Coming home always hits hard, she says, but she wouldn’t want to go without the near-year-round sunshine of SoCal. That’s also played into the songs she writes. When she was younger, UMI dealt with frequent anxiety. From her mother, a practicing Buddhist, she learned about spiritual meditation.

These days, she incorporates it into her performances. At her Oakland show, she began by leading the entire arena in a meditation and breathing exercise, explaining her intention was to “instill light and love, and to uplift.” She concluded with a prayer.

“The core element of meditation and the practice of it is developing the ability to focus on one thing, to choose what you focus on and take control of your mind,” she says. “When I’m creating, when I’m performing … everything else disappears, and I enter a meditative state. My hope is when I do my shows and share my meditation experiences, I give people an opportunity to just focus on that for that moment. … The more we can do that and have experiences like that, the more present we can be and the more we can enjoy life for what it is.”
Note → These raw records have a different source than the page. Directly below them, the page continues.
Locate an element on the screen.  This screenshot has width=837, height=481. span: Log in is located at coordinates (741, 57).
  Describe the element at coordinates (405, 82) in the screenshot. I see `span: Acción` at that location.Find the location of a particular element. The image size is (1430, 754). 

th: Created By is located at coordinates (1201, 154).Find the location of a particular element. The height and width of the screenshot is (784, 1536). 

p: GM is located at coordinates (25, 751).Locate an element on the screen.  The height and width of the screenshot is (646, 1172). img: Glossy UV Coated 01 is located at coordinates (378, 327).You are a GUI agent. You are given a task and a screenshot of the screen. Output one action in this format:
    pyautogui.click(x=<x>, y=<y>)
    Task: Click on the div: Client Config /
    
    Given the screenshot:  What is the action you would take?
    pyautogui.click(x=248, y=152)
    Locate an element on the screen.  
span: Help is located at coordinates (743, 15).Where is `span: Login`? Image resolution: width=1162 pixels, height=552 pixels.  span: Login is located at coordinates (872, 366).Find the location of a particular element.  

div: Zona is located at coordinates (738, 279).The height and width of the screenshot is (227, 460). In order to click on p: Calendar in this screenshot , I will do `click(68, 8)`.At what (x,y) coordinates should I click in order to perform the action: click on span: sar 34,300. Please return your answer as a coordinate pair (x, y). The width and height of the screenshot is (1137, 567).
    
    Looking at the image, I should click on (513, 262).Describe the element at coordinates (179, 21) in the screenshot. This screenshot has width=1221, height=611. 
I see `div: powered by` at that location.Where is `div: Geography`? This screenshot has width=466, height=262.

She acknowledges she was nervous before the Oakland performance with Jhené Aiko; it was her first time on stage after an extended break, it was a big room, and one of her idols was in the building. On top of that, she had the technical difficulties to get through.

“I feel like I have conquered a big part of [anxiety],” she says. “I no longer say I’m an anxious person; I say anxiety is moving through me. That gives it an opportunity to pass and not be my identity. I hope I can teach people that.”